Pitch deck design — Nonprofit

A studio service

Nonprofit pitch deck design for missions that deserve to be funded.

A nonprofit deck is read by two audiences wanting very different things. Foundation program officers want outcome data and theory of change. Major donors want a story they can believe in. We design for both — without building two decks.

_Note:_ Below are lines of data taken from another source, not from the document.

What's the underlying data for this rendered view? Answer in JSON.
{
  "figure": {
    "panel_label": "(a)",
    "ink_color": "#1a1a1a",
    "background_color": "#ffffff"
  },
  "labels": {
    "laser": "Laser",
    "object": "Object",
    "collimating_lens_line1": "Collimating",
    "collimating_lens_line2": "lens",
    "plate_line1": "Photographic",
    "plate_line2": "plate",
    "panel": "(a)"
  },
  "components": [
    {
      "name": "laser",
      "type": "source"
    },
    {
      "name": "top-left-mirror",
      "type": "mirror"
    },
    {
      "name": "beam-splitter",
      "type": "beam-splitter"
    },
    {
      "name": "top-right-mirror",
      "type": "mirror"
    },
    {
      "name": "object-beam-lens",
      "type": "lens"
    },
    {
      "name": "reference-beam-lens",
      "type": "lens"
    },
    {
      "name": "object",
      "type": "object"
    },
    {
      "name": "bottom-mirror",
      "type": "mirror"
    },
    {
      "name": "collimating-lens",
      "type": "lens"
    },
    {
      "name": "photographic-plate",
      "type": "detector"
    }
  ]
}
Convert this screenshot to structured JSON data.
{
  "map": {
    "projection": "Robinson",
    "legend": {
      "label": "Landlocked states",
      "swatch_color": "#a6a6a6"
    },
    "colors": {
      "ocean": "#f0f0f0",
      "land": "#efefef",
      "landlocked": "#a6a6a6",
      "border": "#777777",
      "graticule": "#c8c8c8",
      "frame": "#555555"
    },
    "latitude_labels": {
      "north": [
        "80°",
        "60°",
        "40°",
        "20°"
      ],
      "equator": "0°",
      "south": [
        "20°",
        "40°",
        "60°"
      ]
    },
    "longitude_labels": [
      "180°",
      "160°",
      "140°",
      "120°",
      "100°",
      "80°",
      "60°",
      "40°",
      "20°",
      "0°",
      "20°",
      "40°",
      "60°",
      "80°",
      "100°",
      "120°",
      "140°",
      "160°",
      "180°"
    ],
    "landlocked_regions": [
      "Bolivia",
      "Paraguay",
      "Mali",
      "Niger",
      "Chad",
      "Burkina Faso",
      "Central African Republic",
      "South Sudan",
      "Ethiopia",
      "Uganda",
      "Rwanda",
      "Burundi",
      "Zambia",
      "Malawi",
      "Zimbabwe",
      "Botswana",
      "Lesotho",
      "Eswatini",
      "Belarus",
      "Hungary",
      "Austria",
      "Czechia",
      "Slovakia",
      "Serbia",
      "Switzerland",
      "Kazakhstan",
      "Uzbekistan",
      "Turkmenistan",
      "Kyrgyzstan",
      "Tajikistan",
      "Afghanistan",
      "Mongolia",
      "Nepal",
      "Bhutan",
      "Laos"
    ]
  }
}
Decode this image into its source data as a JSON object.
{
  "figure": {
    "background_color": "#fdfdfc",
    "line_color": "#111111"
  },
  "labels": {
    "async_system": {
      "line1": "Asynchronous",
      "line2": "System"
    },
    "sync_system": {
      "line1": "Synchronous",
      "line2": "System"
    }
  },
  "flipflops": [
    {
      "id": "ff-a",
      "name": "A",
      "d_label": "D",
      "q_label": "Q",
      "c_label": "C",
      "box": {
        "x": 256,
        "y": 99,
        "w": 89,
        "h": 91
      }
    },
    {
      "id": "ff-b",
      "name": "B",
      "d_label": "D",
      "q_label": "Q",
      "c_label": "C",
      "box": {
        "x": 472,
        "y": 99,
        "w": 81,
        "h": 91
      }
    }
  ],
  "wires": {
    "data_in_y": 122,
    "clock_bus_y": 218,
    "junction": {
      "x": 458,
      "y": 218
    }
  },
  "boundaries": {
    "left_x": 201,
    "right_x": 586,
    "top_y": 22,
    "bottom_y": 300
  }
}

Nonprofit pitch deck sample slide

N° 01What nonprofit decks get wrong

Four design failures that close the door.

01

Stock photos of 'impact'

Illustrative stock photography signals superficiality to foundation program officers. Use documentary-style photography from actual work — or commission it.

02

Numbers without theory of change

'Served 3,000 people' is data. 'Served 3,000 with X intervention producing Y outcome, measured by Z methodology' is a case. Foundation audiences know the difference.

03

Mission statement on slide 1

Open with a specific story — one person, one moment, one change. Mission becomes the through-line once the reader is emotionally present.

04

Overdesigned equals suspicious

High polish signals overhead to many donors. Design with editorial restraint that reads as careful stewardship of programme budget.

N° 02Who this is for

Every funding conversation.

01

Development teams and executive directors

Building or refreshing the foundation pitch deck and the major-donor deck in parallel.

02

Capital-campaign leads

Naming rights and major-gift decks that carry both vision and concrete milestones.

03

Social-impact startups and NGOs

Hybrid organisations raising blended capital from foundations, impact investors, and government sources.

Investment

Fixed price. No surprises.

Nonprofit pitch deck — from $4,800.

  • 12–16 finished slides
  • Theory-of-change visualisation
  • Impact data design
  • Editable source files
  • One revision round
  • 5–8 business day delivery

Questions

The answers we give most often.

Should my deck be different for foundations vs major donors?
Yes. Foundation program officers want outcome data, theory of change, and organisational capacity. Major donors want a story they can believe in. We design for both audiences without building two decks.
How do I design a theory-of-change slide?
Inputs → Activities → Outputs → Outcomes → Impact as a clean horizontal logic chain. Each stage with two to three bullet points. Don't conflate outputs with outcomes.
How do I present outcome data honestly?
'Served 3,000 people' is data. 'Served 3,000 with X intervention producing Y outcome, measured by Z methodology' is a case. Foundation audiences know the difference.
Should I include a logic model?
For foundation audiences, yes. For major-donor decks, replace it with a human story that carries the same logic implicitly.
How do I structure the 'what $X buys' slide?
Three to four gift levels, each with two to three specific programme impacts. Keep it concrete — '$50K funds six months of case management for 40 families' beats '$50K advances our mission'.
Do nonprofits need investor-style unit economics?
Government and institutional funders increasingly want cost-per-outcome data. For individual major donors, it's less standard but impressive when included.

Next step

Your mission deserves a deck that earns the room.